Classroom lesson · Sport · 🇷🇼 Rwanda

Football in Rwanda

The most popular sport in schools and on hillside pitches

Rwandan children playing football on a grassy hillside pitch

Photo · Wikimedia Commons

What is it?

Football is the most popular sport in Rwanda. Almost every primary school has a pitch (sometimes a flat patch on the side of a hill), and almost every neighbourhood has its own informal team. The Rwandan national team is nicknamed the Amavubi - 'the Wasps'.

Tell me more

Rwandan children often start playing football the moment they can walk. The 'ball' is sometimes a proper football, sometimes a tightly tied bundle of plastic bags wrapped in string, and sometimes just a rolled-up sock. Children play in school playgrounds, on village squares and on patches of flat ground between fields.

Because most of Rwanda is hilly, finding a proper flat pitch is sometimes a challenge. Some village pitches are slightly sloped - the goal at one end is uphill from the goal at the other end. Children just adapt: some teams call the uphill end 'the difficult goal' and the downhill end 'the easy goal', and they switch sides at half-time.

Rwanda's biggest football tournament is the league between teams from different cities and towns. The two best-known clubs are APR FC and Rayon Sports, both from Kigali. When they play each other, the stadium is full of fans wearing club colours and singing all afternoon.

The country has a brand-new national stadium called Amahoro Stadium, in Kigali, which can hold around 45,000 fans. 'Amahoro' is Kinyarwanda for 'peace' - a nice name for a stadium. Children sometimes go on school trips there, even when there is no match on, just to see the big green pitch from the seats.

In the classroom

Walk your class through this in 15 minutes.

Talk together

Discussion prompts

  1. 01If you had to make a football from things at home, what would you use? How well would it bounce?
  2. 02Imagine playing football on a slightly sloped pitch. Would you rather be the team going uphill or downhill in the first half?
  3. 03Why might 'peace' be a meaningful name for a stadium?
Try this

Classroom activity

Make a class 'sock football'. Wrap a sock around scrunched newspaper, tie it tight, and play a tiny five-minute match in the playground. Then talk about the difference between playing with a real ball and one you made yourself. What did each one teach you?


■ **TO DO**
Find the word "elements" below. Copy each line that has it.

■ **MATERIAL FOR THIS TASK**
+-------+
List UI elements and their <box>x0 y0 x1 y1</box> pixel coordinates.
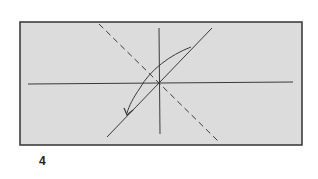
step-number: 4 <box>39 155 46 167</box>
origami-diagram <box>0 0 318 179</box>
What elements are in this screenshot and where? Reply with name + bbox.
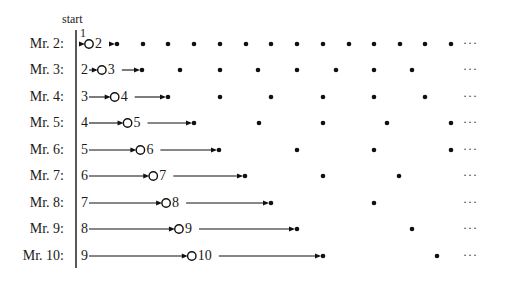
row-10-arrow-out-head-icon bbox=[315, 253, 321, 258]
row-3-dot-icon bbox=[410, 68, 415, 73]
row-5-dot-icon bbox=[385, 121, 390, 126]
row-2-dot-icon bbox=[398, 42, 403, 47]
row-4-arrow-in-head-icon bbox=[105, 94, 111, 99]
row-2-dot-icon bbox=[218, 42, 223, 47]
row-2-dot-icon bbox=[192, 42, 197, 47]
row-10-current-number: 10 bbox=[198, 249, 212, 263]
row-3-dot-icon bbox=[178, 68, 183, 73]
rows-group bbox=[79, 40, 453, 260]
row-8-arrow-out-head-icon bbox=[263, 200, 269, 205]
row-3-dot-icon bbox=[334, 68, 339, 73]
row-10-prev-number: 9 bbox=[81, 249, 88, 263]
row-5-prev-number: 4 bbox=[81, 116, 88, 130]
row-2-dot-icon bbox=[347, 42, 352, 47]
row-2-dot-icon bbox=[244, 42, 249, 47]
row-10-dot-icon bbox=[321, 254, 326, 259]
row-4-prev-number: 3 bbox=[81, 90, 88, 104]
row-6-dot-icon bbox=[449, 148, 454, 153]
row-7-prev-number: 6 bbox=[81, 169, 88, 183]
row-6-dot-icon bbox=[217, 148, 222, 153]
row-4-dot-icon bbox=[372, 95, 377, 100]
row-8-open-circle-icon bbox=[162, 199, 170, 207]
row-3-current-number: 3 bbox=[108, 63, 115, 77]
row-2-dot-icon bbox=[295, 42, 300, 47]
row-3-dot-icon bbox=[218, 68, 223, 73]
row-9-dot-icon bbox=[410, 227, 415, 232]
row-4-ellipsis: ··· bbox=[463, 89, 478, 103]
row-5-dot-icon bbox=[321, 121, 326, 126]
row-4-dot-icon bbox=[423, 95, 428, 100]
row-3-ellipsis: ··· bbox=[463, 62, 478, 76]
row-4-arrow-out-head-icon bbox=[160, 94, 166, 99]
row-5-dot-icon bbox=[449, 121, 454, 126]
row-2-dot-icon bbox=[141, 42, 146, 47]
row-3-dot-icon bbox=[256, 68, 261, 73]
row-2-arrow-out-head-icon bbox=[109, 41, 115, 46]
row-5-dot-icon bbox=[192, 121, 197, 126]
row-6-arrow-out-head-icon bbox=[211, 147, 217, 152]
row-9-ellipsis: ··· bbox=[463, 221, 478, 235]
row-8-ellipsis: ··· bbox=[463, 195, 478, 209]
row-3-dot-icon bbox=[372, 68, 377, 73]
row-4-dot-icon bbox=[321, 95, 326, 100]
row-2-dot-icon bbox=[449, 42, 454, 47]
row-10-ellipsis: ··· bbox=[463, 248, 478, 262]
row-8-prev-number: 7 bbox=[81, 196, 88, 210]
row-2-arrow-in-head-icon bbox=[79, 41, 85, 46]
row-2-open-circle-icon bbox=[85, 40, 93, 48]
mr-sequence-diagram: start 1 Mr. 2: Mr. 3: Mr. 4: Mr. 5: Mr. … bbox=[0, 0, 505, 281]
row-8-dot-icon bbox=[269, 201, 274, 206]
row-7-dot-icon bbox=[243, 174, 248, 179]
row-9-arrow-out-head-icon bbox=[289, 226, 295, 231]
row-2-dot-icon bbox=[372, 42, 377, 47]
row-5-current-number: 5 bbox=[134, 116, 141, 130]
row-3-arrow-out-head-icon bbox=[134, 67, 140, 72]
row-3-open-circle-icon bbox=[98, 66, 106, 74]
row-2-dot-icon bbox=[269, 42, 274, 47]
row-3-prev-number: 2 bbox=[81, 63, 88, 77]
row-5-arrow-in-head-icon bbox=[118, 120, 124, 125]
row-9-current-number: 9 bbox=[185, 222, 192, 236]
row-7-arrow-out-head-icon bbox=[237, 173, 243, 178]
row-8-current-number: 8 bbox=[172, 196, 179, 210]
row-2-dot-icon bbox=[115, 42, 120, 47]
row-8-dot-icon bbox=[372, 201, 377, 206]
row-5-ellipsis: ··· bbox=[463, 115, 478, 129]
row-5-open-circle-icon bbox=[123, 119, 131, 127]
row-2-dot-icon bbox=[321, 42, 326, 47]
row-6-prev-number: 5 bbox=[81, 143, 88, 157]
diagram-graphics bbox=[0, 0, 505, 281]
row-4-dot-icon bbox=[166, 95, 171, 100]
row-9-open-circle-icon bbox=[175, 225, 183, 233]
row-4-open-circle-icon bbox=[111, 93, 119, 101]
row-2-current-number: 2 bbox=[95, 37, 102, 51]
row-6-ellipsis: ··· bbox=[463, 142, 478, 156]
row-5-arrow-out-head-icon bbox=[186, 120, 192, 125]
row-10-dot-icon bbox=[435, 254, 440, 259]
row-6-current-number: 6 bbox=[146, 143, 153, 157]
row-9-dot-icon bbox=[295, 227, 300, 232]
row-6-dot-icon bbox=[295, 148, 300, 153]
row-7-dot-icon bbox=[397, 174, 402, 179]
row-3-arrow-in-head-icon bbox=[92, 67, 98, 72]
row-3-dot-icon bbox=[295, 68, 300, 73]
row-2-ellipsis: ··· bbox=[463, 36, 478, 50]
row-10-open-circle-icon bbox=[188, 252, 196, 260]
row-4-dot-icon bbox=[269, 95, 274, 100]
row-4-dot-icon bbox=[218, 95, 223, 100]
row-7-ellipsis: ··· bbox=[463, 168, 478, 182]
row-7-open-circle-icon bbox=[149, 172, 157, 180]
row-7-current-number: 7 bbox=[159, 169, 166, 183]
row-5-dot-icon bbox=[257, 121, 262, 126]
row-3-dot-icon bbox=[140, 68, 145, 73]
row-2-dot-icon bbox=[166, 42, 171, 47]
row-6-dot-icon bbox=[372, 148, 377, 153]
row-6-open-circle-icon bbox=[136, 146, 144, 154]
row-4-current-number: 4 bbox=[121, 90, 128, 104]
row-2-dot-icon bbox=[423, 42, 428, 47]
row-9-prev-number: 8 bbox=[81, 222, 88, 236]
row-7-dot-icon bbox=[321, 174, 326, 179]
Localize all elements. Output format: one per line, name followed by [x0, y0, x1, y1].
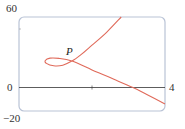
curve-line: [45, 17, 165, 104]
y-label-bottom: −20: [3, 113, 20, 124]
plot-frame: [19, 17, 165, 111]
y-label-zero: 0: [7, 82, 13, 93]
point-p-label: P: [66, 46, 73, 57]
y-label-top: 60: [6, 3, 17, 14]
parametric-curve-chart: [0, 0, 185, 129]
x-label-right: 4: [169, 82, 175, 93]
+-------+
■ **WRITTEN SOLUTION**
List UI elements and their <box>x0 y0 x1 y1</box> pixel coordinates.
What elements are in this screenshot and where? Reply with name + bbox.
Localize all elements. Output format: one per line, name followed by [x0, y0, x1, y1].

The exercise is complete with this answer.